As peculiar talents went, it was good for getting her out of jury duty—a frustrating perk, as she thought serving on a jury might be interesting—and not a great deal else.

“Hey. Hey, wake up.” Kelly reached across the table to thump Lara’s forearm. “Look, it’s that guy from the news. The weatherman. Why don’t you go ask him if he’s single?” She nodded out the window, where a slender blond man in a long coat hurried past Kelly’s Nissan, his shoulders hunched against bursts of rain. A cameraman followed, looking irate. “Poor guy, he predicted sunshine today.”

“Oh. Is that why you’re wearing a T-shirt? I thought you were just trying to keep the car salesman off his game.”

“Merely a side benefit. No, I’d have brought a coat if I’d known it was going to be this nasty. Wow, there’s a job that’d suck for you, huh? What if you had to predict the weather and kept getting it wrong? You’d give yourself the heebie-jeebies.”

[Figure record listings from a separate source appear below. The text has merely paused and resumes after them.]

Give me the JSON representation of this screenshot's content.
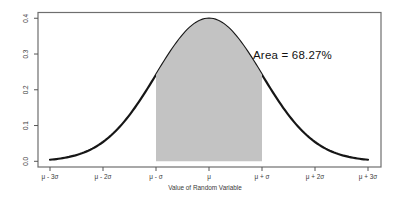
{
  "figure": {
    "background": "#ffffff",
    "width_px": 397,
    "height_px": 202
  },
  "chart_data": {
    "type": "area",
    "title": "",
    "xlabel": "Value of Random Variable",
    "ylabel": "",
    "distribution": "standard normal density curve",
    "curve": {
      "z_min": -3,
      "z_max": 3,
      "peak_density": 0.3989
    },
    "key_points": [
      {
        "x": "μ - 3σ",
        "z": -3,
        "density": 0.0044
      },
      {
        "x": "μ - 2σ",
        "z": -2,
        "density": 0.054
      },
      {
        "x": "μ - σ",
        "z": -1,
        "density": 0.242
      },
      {
        "x": "μ",
        "z": 0,
        "density": 0.399
      },
      {
        "x": "μ + σ",
        "z": 1,
        "density": 0.242
      },
      {
        "x": "μ + 2σ",
        "z": 2,
        "density": 0.054
      },
      {
        "x": "μ + 3σ",
        "z": 3,
        "density": 0.0044
      }
    ],
    "shaded_region": {
      "z_min": -1,
      "z_max": 1,
      "area_fraction": 0.6827
    },
    "annotation": "Area = 68.27%",
    "x_tick_values": [
      -3,
      -2,
      -1,
      0,
      1,
      2,
      3
    ],
    "x_tick_labels": [
      "μ - 3σ",
      "μ - 2σ",
      "μ - σ",
      "μ",
      "μ + σ",
      "μ + 2σ",
      "μ + 3σ"
    ],
    "y_tick_values": [
      0.0,
      0.1,
      0.2,
      0.3,
      0.4
    ],
    "y_tick_labels": [
      "0.0",
      "0.1",
      "0.2",
      "0.3",
      "0.4"
    ],
    "ylim": [
      0,
      0.4
    ],
    "grid": false,
    "legend": false,
    "colors": {
      "curve": "#161616",
      "shaded_fill": "#c3c3c3",
      "box": "#6e6e6e",
      "tick": "#555555",
      "tick_text": "#3a3a3a",
      "annotation_text": "#111111"
    }
  }
}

Lara, watching the weatherman cross the street, shook her head. “I don’t think so. I’d be predicting on the best data I had, so it might be okay.”

“Best data.” Kelly snorted. “How many times have I watched the news and the weatherperson said it was snowing when it was raining, or when the prediction was windy when it was as calm as a crypt?”

“Calm as a crypt.” Lara took her attention off the street and made a face at her friend. “Who says things like that? I don’t know if you watch too much Addams Family or if you’re just pla

“I’m pla

“Most of my clients aren’t old.”

“But they’re rich, right?” Kelly’s eyes brightened. “They have to be, to afford their spiffy custom suits.”